Task details: Beginning with the line that includes "Locate an element" and ending with the last line, print the records exactly, leaving every picture out.

Provided records:
______

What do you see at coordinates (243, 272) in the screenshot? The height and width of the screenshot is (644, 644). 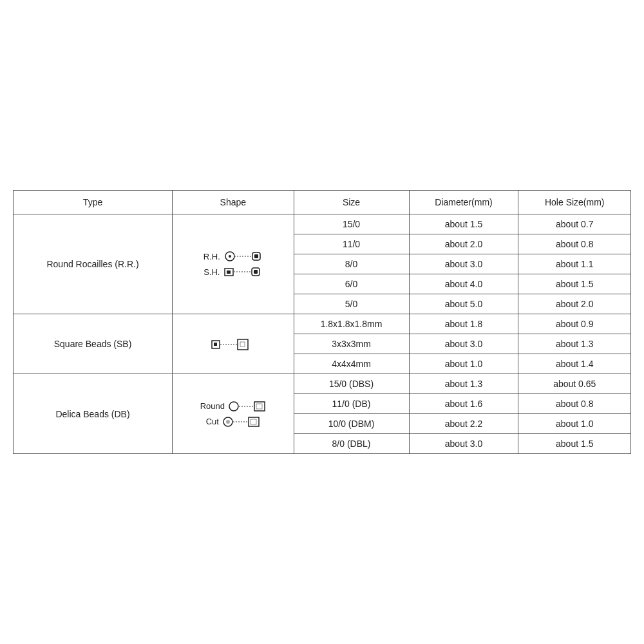 I see `sh-shape-icon` at bounding box center [243, 272].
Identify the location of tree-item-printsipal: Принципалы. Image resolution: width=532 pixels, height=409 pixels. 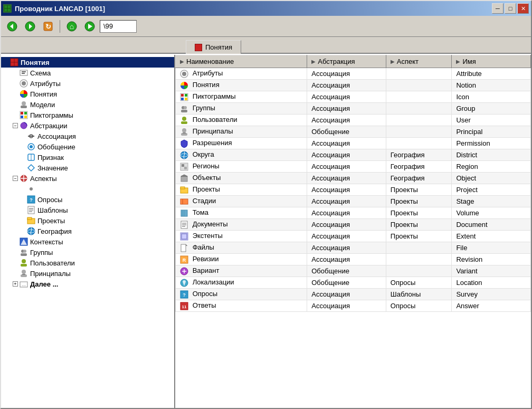
(88, 273).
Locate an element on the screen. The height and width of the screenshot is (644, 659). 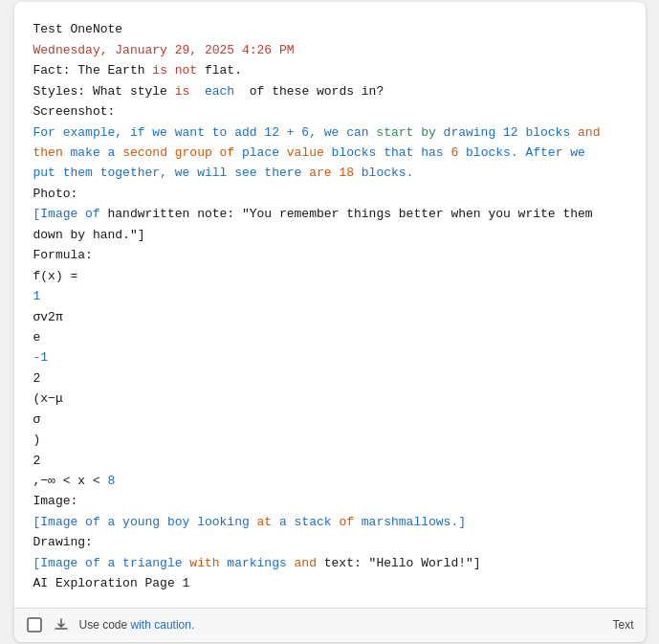
line-ai_page: AI Exploration Page 1 is located at coordinates (330, 584).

______

Output of the task:
Locate an element on the screen. The height and width of the screenshot is (644, 659). 
line-ai_page: AI Exploration Page 1 is located at coordinates (330, 584).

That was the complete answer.